Major Telecourse Providers Team Up to Deliver Course Videos Online
By JEFFREY R. YOUNG
Some of America's largest producers of televised college courses announced this week that they plan to deliver some of their course videos over the Internet starting in January 2002. The telecourse providers hope the new on-demand delivery option will be more convenient for some students than traditional methods -- receiving videotapes through the mail or relying on broadcast or cable television -- and that it will better integrate the video segments with new online supplements.
The streaming-telecourse project will involve three non-profit groups that produce documentary-style telecourses: Coast Learning Systems, Dallas TeleLearning, and Intelecom.
The actual online delivery will be coordinated by the Seattle Community College District, which has been delivering telecourses through its World Wide Web site for the past year as part of a pilot project.
The groups plan to have 31 telecourses ready to offer online by January, in time for the spring semester.
Colleges that offer and grant credit for those telecourses will have the option of making the online-video segments available via their own Web sites, but each student must pay a $55 fee to use the service. That amount is what students are charged to rent course videotapes from RMI Media Productions Inc., which is coordinating the billing for the online-video service.
"It's a convenience factor" for students, said Dan Jones, an administrative dean at Coastline Community College, which operates Coast Learning Systems. "They don't have to rent videotapes, and they'll be able to view [the courses] at their desks anywhere."
Not everyone will be able to tune in to the online video streams, however. Students must have broadband Internet connections to view the courses -- which means they need to use cable modems, digital-subscriber lines, or high-speed corporate or academic networks. A dial-up modem, which is still the way many home users log on to the Internet, is not fast enough to handle high-resolution video.
Some telecourse officials estimate that only 2 percent of their current students have broadband connections at home.
But the project's leaders predict that students will use the new Internet service.
"There is a huge demand," said Ross Davis, general manager of television and cable operations for the Seattle Community College District, who is helping coordinate the online delivery service. He added that telecourse providers have had "lots of requests from colleges all around the country to provide streaming telecourses."
And those involved in the project hope that the online option will help spur more colleges to offer telecourses through their online distance-education programs.
RMI Media plans to begin a "mailout campaign" about the service next month to every college and university in the United States, said David L. Little, president of the company.
Documentary-style telecourses date back to the earliest days of television, and they remain a popular option. Some experts estimate that more people take courses each year delivered by television -- whether via interactive video networks, videocassettes, or cable or broadcast stations -- than take courses on the Internet.
The telecourses are usually divided into 26 segments of a half-hour each. Students who enroll in such telecourses are asked to watch the programs and read recommended textbooks and workbooks. Colleges that deliver and grant credit for the telecourses generally assign an instructor to manage each course and to grade assignments and examinations. Tuition is typically the same as for classroom-based courses, although telecourse students may have extra technology charges or videotape-rental fees.
Mr. Jones of Coastline said he hoped the service would help make telecourses a more "fully integrated package."
"Currently, you have the textbook, you have the video, and you have the Web, and the components are not integrated together in a way that makes it easy to utilize them," he added.
The online video project was announced early this week at the annual TeleLearning Conference in Costa Mesa, Calif.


### TRY IT:
Indicate how many lines in the listing below contain the word "jobs". No other output is permitted.

═════ SOURCE MATERIAL ═════

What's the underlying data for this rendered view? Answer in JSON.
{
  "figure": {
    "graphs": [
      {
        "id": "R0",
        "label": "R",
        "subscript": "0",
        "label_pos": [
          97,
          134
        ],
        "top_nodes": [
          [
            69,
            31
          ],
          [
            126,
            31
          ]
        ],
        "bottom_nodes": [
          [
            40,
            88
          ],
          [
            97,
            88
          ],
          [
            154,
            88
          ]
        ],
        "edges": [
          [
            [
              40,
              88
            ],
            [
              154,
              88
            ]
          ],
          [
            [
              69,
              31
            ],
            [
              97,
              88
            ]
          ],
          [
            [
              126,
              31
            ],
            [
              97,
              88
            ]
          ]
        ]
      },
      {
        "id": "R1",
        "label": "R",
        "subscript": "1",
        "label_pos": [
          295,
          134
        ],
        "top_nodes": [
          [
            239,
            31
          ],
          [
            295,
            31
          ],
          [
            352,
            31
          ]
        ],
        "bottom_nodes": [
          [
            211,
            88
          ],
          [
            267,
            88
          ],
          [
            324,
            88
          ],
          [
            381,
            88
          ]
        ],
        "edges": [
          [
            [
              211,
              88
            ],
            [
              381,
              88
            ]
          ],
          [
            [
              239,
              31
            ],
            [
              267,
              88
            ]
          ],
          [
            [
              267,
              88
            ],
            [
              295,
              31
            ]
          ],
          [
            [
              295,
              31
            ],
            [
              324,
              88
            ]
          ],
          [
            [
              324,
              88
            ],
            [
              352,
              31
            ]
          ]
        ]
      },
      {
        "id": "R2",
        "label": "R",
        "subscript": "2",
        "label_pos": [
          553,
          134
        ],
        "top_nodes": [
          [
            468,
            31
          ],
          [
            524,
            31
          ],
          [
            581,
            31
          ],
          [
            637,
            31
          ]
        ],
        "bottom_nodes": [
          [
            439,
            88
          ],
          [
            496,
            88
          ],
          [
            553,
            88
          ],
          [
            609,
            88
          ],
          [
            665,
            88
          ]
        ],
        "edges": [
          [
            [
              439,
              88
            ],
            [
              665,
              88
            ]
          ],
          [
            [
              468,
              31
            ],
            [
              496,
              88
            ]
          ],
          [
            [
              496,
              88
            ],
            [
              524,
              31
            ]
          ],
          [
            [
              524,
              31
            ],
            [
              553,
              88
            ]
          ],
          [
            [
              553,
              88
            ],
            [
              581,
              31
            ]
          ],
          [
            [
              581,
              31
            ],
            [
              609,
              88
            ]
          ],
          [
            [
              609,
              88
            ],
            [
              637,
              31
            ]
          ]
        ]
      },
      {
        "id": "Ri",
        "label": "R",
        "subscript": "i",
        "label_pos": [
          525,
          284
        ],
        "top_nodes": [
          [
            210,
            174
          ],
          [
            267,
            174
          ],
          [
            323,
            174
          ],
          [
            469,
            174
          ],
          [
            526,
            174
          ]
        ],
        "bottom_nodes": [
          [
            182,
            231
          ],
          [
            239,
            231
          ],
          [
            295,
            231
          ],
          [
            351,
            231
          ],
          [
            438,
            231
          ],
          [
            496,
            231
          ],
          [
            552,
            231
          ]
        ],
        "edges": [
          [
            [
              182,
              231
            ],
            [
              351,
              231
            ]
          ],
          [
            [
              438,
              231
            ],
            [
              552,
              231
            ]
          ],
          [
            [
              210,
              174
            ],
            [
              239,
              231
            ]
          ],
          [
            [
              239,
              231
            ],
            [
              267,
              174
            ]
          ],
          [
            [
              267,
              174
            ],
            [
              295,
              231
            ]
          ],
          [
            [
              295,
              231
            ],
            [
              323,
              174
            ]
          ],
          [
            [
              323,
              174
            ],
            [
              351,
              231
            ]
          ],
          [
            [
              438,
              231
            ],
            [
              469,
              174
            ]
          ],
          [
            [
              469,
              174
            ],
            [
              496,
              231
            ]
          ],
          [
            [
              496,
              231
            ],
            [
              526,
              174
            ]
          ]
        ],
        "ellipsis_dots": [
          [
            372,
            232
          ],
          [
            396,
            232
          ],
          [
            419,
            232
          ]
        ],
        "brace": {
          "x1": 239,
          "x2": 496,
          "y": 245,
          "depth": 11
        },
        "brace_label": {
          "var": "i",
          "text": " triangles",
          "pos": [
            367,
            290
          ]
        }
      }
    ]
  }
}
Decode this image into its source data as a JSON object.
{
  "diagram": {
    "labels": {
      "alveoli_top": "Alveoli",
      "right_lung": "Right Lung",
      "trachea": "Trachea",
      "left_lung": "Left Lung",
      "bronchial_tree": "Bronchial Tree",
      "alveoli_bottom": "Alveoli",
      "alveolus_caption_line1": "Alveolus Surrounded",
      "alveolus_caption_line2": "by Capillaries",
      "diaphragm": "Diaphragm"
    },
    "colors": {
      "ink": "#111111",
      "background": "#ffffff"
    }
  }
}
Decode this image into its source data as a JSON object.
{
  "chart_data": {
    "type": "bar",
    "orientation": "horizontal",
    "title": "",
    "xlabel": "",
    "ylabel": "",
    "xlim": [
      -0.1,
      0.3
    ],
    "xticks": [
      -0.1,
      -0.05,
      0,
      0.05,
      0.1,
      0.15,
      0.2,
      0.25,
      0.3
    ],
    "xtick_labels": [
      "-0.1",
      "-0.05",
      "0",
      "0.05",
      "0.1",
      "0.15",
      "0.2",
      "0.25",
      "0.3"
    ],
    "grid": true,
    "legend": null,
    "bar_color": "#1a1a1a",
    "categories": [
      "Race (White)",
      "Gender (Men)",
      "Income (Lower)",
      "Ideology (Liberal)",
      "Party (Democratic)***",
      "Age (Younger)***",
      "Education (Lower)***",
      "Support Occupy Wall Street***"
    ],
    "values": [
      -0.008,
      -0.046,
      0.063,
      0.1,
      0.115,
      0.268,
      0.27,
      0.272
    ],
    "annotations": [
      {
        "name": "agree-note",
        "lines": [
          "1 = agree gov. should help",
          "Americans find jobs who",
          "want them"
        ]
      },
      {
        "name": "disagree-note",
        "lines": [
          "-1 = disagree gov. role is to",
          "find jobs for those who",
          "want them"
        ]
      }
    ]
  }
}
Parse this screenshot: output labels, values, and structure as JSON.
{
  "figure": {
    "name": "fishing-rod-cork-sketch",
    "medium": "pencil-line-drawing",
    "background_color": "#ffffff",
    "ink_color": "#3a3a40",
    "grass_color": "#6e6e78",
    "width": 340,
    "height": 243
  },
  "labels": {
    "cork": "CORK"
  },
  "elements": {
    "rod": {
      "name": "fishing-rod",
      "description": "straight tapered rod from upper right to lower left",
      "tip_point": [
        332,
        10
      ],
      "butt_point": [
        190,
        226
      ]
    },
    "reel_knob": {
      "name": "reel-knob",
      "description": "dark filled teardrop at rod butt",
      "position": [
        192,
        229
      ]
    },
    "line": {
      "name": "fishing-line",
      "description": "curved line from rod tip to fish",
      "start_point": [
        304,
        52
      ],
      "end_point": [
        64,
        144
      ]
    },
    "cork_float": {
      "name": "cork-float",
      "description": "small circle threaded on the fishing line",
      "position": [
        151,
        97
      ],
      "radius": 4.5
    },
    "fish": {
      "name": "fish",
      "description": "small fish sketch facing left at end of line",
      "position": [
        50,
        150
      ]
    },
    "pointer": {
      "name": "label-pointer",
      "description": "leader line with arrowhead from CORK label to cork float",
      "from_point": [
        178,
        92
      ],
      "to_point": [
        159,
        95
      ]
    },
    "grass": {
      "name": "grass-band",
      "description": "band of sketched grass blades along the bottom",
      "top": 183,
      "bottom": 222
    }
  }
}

═════

### PROBLEM SOLUTION:
2